OPINION

Apologetic minister

The mere fact that the government refrained from making public the new legislation concerning forestry policy – even though it received Cabinet approval yesterday – is a sign of public apprehension over a host of measures which purportedly seek to protect Greece’s forestland, but which in fact jeopardize our few remaining forests. The public opprobrium forced the government to re-examine some of its earlier measures and was the reason behind the government’s decision to wait for the reactions to the legislation’s broad guidelines before making up its mind on the still-hidden points. This is also confirmed by the apologetic style of Agriculture Minister Giorgos Drys, who yesterday opened his press conference by laying out what the new measures will not entail. Drys’s stance can only mean that he sees reason for concern, too. When dealing with one of Greece’s most serious issues, on which legislative measures have been pending for 12 years, a new law in the runup to the elections probably has politically expedient objectives rather than offering a fair solution to what has perplexed lawmakers for so long.
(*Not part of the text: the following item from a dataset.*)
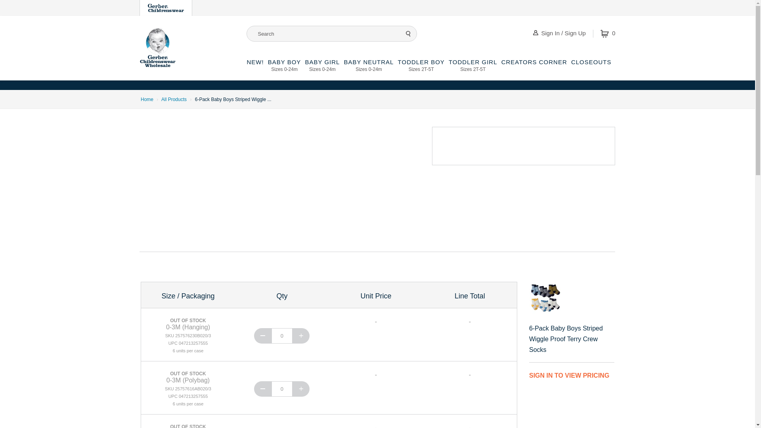 The width and height of the screenshot is (761, 428). Describe the element at coordinates (322, 69) in the screenshot. I see `Home` at that location.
Any suggestions that the legislation is an exception to the general rule and rather comes after an in-depth examination of the problem soon evaporate in the light of the government’s acknowledgment that the new definitions of forestland are being introduced without any idea of how much area will be stripped of forest status or what their declassification will imply. Even this blatantly vote-grabbing offer to housing cooperatives that they will be given other areas in which to build if their properties cannot be declassified as forest areas was made without clarifying which areas will be exchanged or where they will be found. Some restrictions under the former system were no doubt too rigid or groundless. A rigid posture is not a good idea for such issues, but it is even worse to evade the conflicting demands of housing development and environmental protection. In a country whose once-rich expanses of forestland have been reduced by more than two-thirds in the past 60 years and whose urban centers have turned into concrete jungles, the risk of further destruction is more imminent than that from system rigidity. That this risk is worsened by hasty, vote-grabbing measures in a sector where decade-long clientelist relations have lead to deforestation is unacceptable.